United States! the ages plead,—  Present and Past in under-song,— Go put your creed into your deed, Nor speak with double tongue.

For sea and land don’t understand, Nor skies without a frown See rights for which the one hand fights By the other cloven down.

Be just at home; then write your scroll Of honour o’er the sea, And bid the broad Atlantic roll, A ferry of the free.

And, henceforth, there shall be no chain, Save underneath the sea The wires shall murmur through the main Sweet songs of LIBERTY.

The conscious stars accord above, The waters wild below, And under, through the cable wove, Her fiery errands go.

For He that worketh high and wise, Nor pauses in his plan, Will take the sun out of the skies Ere freedom out of man.

BOSTON HYMN.

READ IN MUSIC HALL, JANUARY 1, 1863.

The word of the Lord by night To the watching Pilgrims came, As they sat by the seaside, And filled their hearts with flame.

God said, I am tired of kings, I suffer them no more; Up to my ear the morning brings The outrage of the poor.

Think ye I made this ball A field of havoc and war, Where tyrants great and tyrants small Might harry the weak and poor?

My angel, his name is Freedom,— Choose him to be your king; He shall cut pathways east and west, And fend you with his wing.

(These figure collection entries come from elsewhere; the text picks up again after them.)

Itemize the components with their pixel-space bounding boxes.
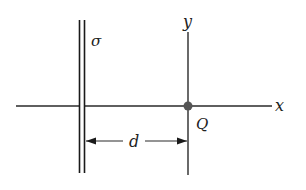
x-axis-label: x — [275, 96, 284, 115]
point-q-label: Q — [196, 115, 208, 133]
diagram-canvas: σ y x Q d — [0, 0, 306, 190]
sigma-label: σ — [91, 32, 102, 50]
y-axis-label: y — [182, 12, 193, 31]
distance-label: d — [129, 132, 139, 151]
charged-plane — [80, 20, 86, 174]
point-q-marker — [184, 102, 193, 111]
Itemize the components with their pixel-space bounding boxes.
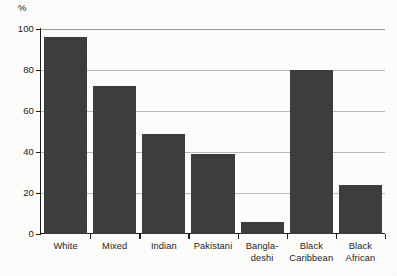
- y-axis-tick: [36, 152, 40, 153]
- x-axis-tick: [336, 234, 337, 239]
- y-axis-tick-labels: 020406080100: [0, 0, 34, 276]
- bar: [290, 70, 333, 234]
- gridline: [41, 29, 385, 30]
- bar: [339, 185, 382, 234]
- x-axis-tick: [139, 234, 140, 239]
- bar: [191, 154, 234, 234]
- y-axis-tick-label: 40: [4, 146, 34, 157]
- y-axis-tick-label: 60: [4, 105, 34, 116]
- y-axis-tick-label: 100: [4, 23, 34, 34]
- bar-chart: % 020406080100 WhiteMixedIndianPakistani…: [0, 0, 397, 276]
- x-axis-label-line: African: [330, 253, 391, 265]
- bar: [44, 37, 87, 234]
- x-axis-category-label: BlackAfrican: [330, 241, 391, 264]
- y-axis-tick: [36, 111, 40, 112]
- y-axis-tick-label: 80: [4, 64, 34, 75]
- bar: [142, 134, 185, 234]
- x-axis-tick: [287, 234, 288, 239]
- bar: [93, 86, 136, 234]
- y-axis-tick-label: 0: [4, 228, 34, 239]
- x-axis-tick: [188, 234, 189, 239]
- y-axis-tick: [36, 70, 40, 71]
- y-axis-tick-label: 20: [4, 187, 34, 198]
- y-axis-tick: [36, 29, 40, 30]
- x-axis-tick: [385, 234, 386, 239]
- x-axis-label-line: Black: [330, 241, 391, 253]
- y-axis-tick: [36, 234, 40, 235]
- bar: [241, 222, 284, 234]
- y-axis-tick: [36, 193, 40, 194]
- x-axis-tick: [238, 234, 239, 239]
- gridline: [41, 70, 385, 71]
- plot-area: [41, 29, 385, 234]
- x-axis-tick: [90, 234, 91, 239]
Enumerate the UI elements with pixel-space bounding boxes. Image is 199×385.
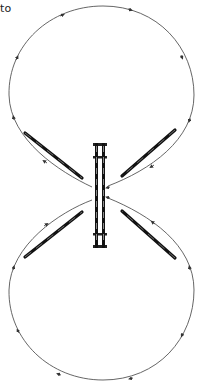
field-diagram (0, 0, 199, 385)
vertical-bar (93, 143, 107, 248)
upper-right-rod (122, 130, 175, 176)
lower-loop (9, 197, 194, 380)
lower-left-rod (25, 212, 82, 257)
lower-right-rod (122, 211, 175, 258)
upper-loop (9, 6, 194, 188)
upper-left-rod (25, 133, 82, 178)
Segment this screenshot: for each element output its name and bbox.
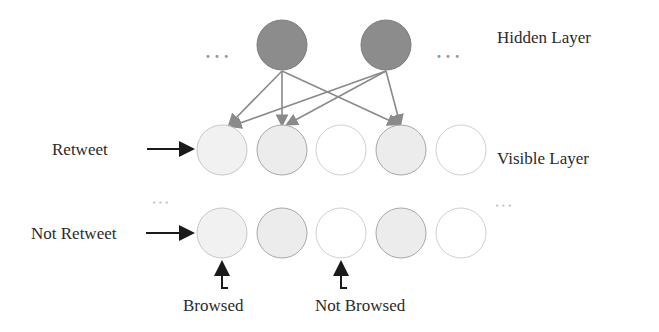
visible-unit <box>436 208 486 258</box>
hidden-unit <box>257 20 307 70</box>
connections <box>230 71 400 126</box>
pointer-arrows <box>146 149 347 288</box>
visible-layer-not-retweet-row <box>197 208 486 258</box>
hidden-unit <box>361 20 411 70</box>
visible-unit <box>436 125 486 175</box>
visible-layer-retweet-row <box>197 125 486 175</box>
visible-unit <box>197 125 247 175</box>
not-retweet-label: Not Retweet <box>31 224 117 243</box>
hidden-layer <box>257 20 411 70</box>
visible-unit <box>257 125 307 175</box>
retweet-label: Retweet <box>52 140 108 159</box>
visible-unit <box>316 125 366 175</box>
ellipsis-visible-left: • • • <box>152 199 169 207</box>
visible-unit <box>376 208 426 258</box>
not-browsed-label: Not Browsed <box>315 296 406 315</box>
browsed-arrow <box>222 262 228 288</box>
visible-unit <box>197 208 247 258</box>
visible-layer-label: Visible Layer <box>497 149 589 168</box>
ellipsis-visible-right: • • • <box>495 202 512 210</box>
visible-unit <box>316 208 366 258</box>
ellipsis-hidden-left: • • • <box>205 51 229 62</box>
visible-unit <box>257 208 307 258</box>
hidden-layer-label: Hidden Layer <box>497 28 591 47</box>
rbm-diagram: • • • • • • • • • • • • Hidden Layer Vis… <box>0 0 659 332</box>
browsed-label: Browsed <box>183 296 244 315</box>
not-browsed-arrow <box>341 262 347 288</box>
visible-unit <box>376 125 426 175</box>
ellipsis-hidden-right: • • • <box>436 51 460 62</box>
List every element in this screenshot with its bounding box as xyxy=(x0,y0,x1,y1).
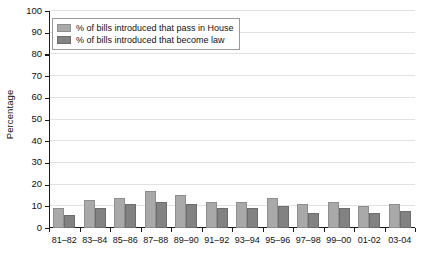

Lo! I uncover the land Which I hid of old time in the West, As the sculptor uncovers the statue When he has wrought his best;

I show Columbia, of the rocks Which dip their foot in the seas, And soar to the air-borne flocks Of clouds, and the boreal fleece.

I will divide my goods; Call in the wretch and slave: None shall rule but the humble, And none but Toil shall have.

I will have never a noble, No lineage counted great; Fishers and choppers and ploughmen Shall constitute a state.